Siege in Boston…


“The city was thrown into a frenzy of activity a few days after the Faneuil Hall meeting, when two slave-catchers arrived from Georgia, claiming the Crafts. The black community and the vigilance community promptly marshaled their forces. Ellen was taken to the safety of Dr. Henry Bowditch’s home in Brookline and a week later was transferred to the Reverend Theodore Parker’s. William, meanwhile, armed and barricaded himself in his shop while friends stood watch. “No man could approach within 100 yards of Craft’s shop,” one reporter observed, “without being seen by a hundred eyes, and a signal would call a powerful body at a moment’s warning.” As tension mounted and it appeared the slave catchers were determined to test these defences William was taken to Lewis Hayden’s, where kegs of gunpowder were placed in the basement in anticipation of an attack. According to an observer, black homes on Belknap and Cambridge streets, the main thoroughfares, were fortified and the occupants well armed with guns, swords, and knives: “The colored population are really roused in this matter and are making their houses like barricades.” R.J.M. Blackett, Beating Against the Barriers

Too often, we forget that Black resistance existed long before the Civil Rights movements of the 1960’s. This passage describes the events in Boston circa Oct, 1850, involving Ellen and William Craft, who escaped enslavement in Georgia, only to be followed by politics (Fugitive Slave Act of 1850) and vengeful slavers.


▶ [ACTION ITEM]: Provide the number of lines in the material below that include the word "sources", without any accompanying text.
++++ EXERCISE INPUTS ++++
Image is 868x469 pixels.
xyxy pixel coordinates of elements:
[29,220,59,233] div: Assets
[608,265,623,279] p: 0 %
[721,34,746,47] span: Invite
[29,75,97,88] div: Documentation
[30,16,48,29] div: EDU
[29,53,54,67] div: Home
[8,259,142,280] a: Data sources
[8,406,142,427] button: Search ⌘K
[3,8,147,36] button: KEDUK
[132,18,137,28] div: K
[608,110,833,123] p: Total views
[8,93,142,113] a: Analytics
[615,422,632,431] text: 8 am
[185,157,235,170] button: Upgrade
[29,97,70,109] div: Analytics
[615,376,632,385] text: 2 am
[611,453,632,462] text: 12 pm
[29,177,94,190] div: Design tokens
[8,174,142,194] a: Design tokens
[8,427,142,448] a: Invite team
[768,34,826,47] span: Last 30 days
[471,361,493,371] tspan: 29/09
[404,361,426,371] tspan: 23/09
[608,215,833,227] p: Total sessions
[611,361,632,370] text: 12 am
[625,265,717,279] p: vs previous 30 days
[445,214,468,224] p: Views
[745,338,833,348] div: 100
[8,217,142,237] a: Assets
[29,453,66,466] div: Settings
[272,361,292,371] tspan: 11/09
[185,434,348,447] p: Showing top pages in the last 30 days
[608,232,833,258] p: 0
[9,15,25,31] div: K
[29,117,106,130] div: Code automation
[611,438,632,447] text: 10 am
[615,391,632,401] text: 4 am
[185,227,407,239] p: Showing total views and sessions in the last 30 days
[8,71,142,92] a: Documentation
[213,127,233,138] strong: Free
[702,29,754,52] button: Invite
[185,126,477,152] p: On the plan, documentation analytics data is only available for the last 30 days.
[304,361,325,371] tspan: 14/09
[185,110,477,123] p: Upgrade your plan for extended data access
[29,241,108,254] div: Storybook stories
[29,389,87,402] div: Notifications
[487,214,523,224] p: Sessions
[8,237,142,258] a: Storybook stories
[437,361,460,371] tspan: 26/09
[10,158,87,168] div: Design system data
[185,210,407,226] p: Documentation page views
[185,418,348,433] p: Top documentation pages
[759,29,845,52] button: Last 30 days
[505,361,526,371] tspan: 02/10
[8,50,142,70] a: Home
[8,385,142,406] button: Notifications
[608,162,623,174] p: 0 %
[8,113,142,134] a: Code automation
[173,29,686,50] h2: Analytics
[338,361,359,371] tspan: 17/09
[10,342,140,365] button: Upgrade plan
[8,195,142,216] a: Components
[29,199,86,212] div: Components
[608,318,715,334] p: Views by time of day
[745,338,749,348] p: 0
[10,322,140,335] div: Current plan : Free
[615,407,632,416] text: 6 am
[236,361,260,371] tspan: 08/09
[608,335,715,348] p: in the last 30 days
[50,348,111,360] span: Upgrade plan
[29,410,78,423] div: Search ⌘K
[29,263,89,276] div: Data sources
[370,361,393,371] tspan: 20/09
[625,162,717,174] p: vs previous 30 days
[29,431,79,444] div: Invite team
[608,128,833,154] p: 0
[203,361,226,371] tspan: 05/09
++++
++++ EXERCISE INPUTS ++++
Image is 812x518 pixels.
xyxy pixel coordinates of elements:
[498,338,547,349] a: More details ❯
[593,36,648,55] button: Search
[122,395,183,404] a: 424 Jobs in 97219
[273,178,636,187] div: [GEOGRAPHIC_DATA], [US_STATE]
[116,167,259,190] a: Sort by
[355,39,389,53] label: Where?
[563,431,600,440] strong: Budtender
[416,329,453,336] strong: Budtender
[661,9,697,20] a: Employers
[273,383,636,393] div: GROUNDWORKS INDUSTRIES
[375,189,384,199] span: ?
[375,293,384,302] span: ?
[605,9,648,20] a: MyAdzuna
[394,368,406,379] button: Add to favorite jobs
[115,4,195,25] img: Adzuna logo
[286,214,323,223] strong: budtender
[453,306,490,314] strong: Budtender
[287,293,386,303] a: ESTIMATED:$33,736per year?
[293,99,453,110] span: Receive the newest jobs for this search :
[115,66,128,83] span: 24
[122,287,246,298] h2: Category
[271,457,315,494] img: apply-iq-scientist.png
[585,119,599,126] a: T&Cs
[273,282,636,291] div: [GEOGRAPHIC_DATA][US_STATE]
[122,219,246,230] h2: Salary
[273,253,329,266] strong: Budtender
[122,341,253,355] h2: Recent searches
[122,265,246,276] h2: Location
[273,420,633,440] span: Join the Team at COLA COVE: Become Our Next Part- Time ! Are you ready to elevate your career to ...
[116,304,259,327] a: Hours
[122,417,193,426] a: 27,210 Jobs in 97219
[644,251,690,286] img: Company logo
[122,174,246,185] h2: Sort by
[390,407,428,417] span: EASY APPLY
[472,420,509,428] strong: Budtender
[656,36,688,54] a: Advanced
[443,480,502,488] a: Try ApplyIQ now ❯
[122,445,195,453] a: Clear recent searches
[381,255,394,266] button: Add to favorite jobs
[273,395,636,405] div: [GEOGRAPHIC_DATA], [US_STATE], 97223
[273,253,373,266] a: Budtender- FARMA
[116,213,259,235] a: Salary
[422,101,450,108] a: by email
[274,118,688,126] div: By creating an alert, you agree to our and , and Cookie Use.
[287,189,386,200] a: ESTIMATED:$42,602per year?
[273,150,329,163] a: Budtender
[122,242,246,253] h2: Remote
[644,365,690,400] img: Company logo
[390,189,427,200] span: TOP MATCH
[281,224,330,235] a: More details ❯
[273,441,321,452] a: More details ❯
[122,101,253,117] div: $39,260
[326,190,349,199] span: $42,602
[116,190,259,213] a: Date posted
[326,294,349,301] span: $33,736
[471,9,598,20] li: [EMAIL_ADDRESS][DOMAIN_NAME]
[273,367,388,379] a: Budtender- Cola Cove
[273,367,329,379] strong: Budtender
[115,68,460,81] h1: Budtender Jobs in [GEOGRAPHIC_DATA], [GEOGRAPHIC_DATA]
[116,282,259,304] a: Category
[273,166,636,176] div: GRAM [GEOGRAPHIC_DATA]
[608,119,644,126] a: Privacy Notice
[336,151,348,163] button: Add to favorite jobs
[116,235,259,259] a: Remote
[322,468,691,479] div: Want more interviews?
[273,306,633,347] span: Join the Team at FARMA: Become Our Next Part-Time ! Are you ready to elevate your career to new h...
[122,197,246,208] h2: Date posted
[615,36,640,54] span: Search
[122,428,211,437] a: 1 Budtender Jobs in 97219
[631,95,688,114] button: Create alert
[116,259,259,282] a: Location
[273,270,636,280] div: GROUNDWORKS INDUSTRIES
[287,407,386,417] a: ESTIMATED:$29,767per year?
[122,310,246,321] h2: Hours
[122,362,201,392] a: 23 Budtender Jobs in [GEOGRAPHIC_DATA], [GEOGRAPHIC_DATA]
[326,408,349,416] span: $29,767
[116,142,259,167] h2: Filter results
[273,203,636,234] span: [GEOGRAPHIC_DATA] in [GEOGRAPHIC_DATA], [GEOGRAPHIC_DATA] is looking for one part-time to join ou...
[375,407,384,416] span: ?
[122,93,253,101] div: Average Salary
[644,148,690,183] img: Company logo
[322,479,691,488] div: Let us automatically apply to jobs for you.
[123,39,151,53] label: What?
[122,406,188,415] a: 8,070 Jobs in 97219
++++
▶ [TASK SOLUTION]: 2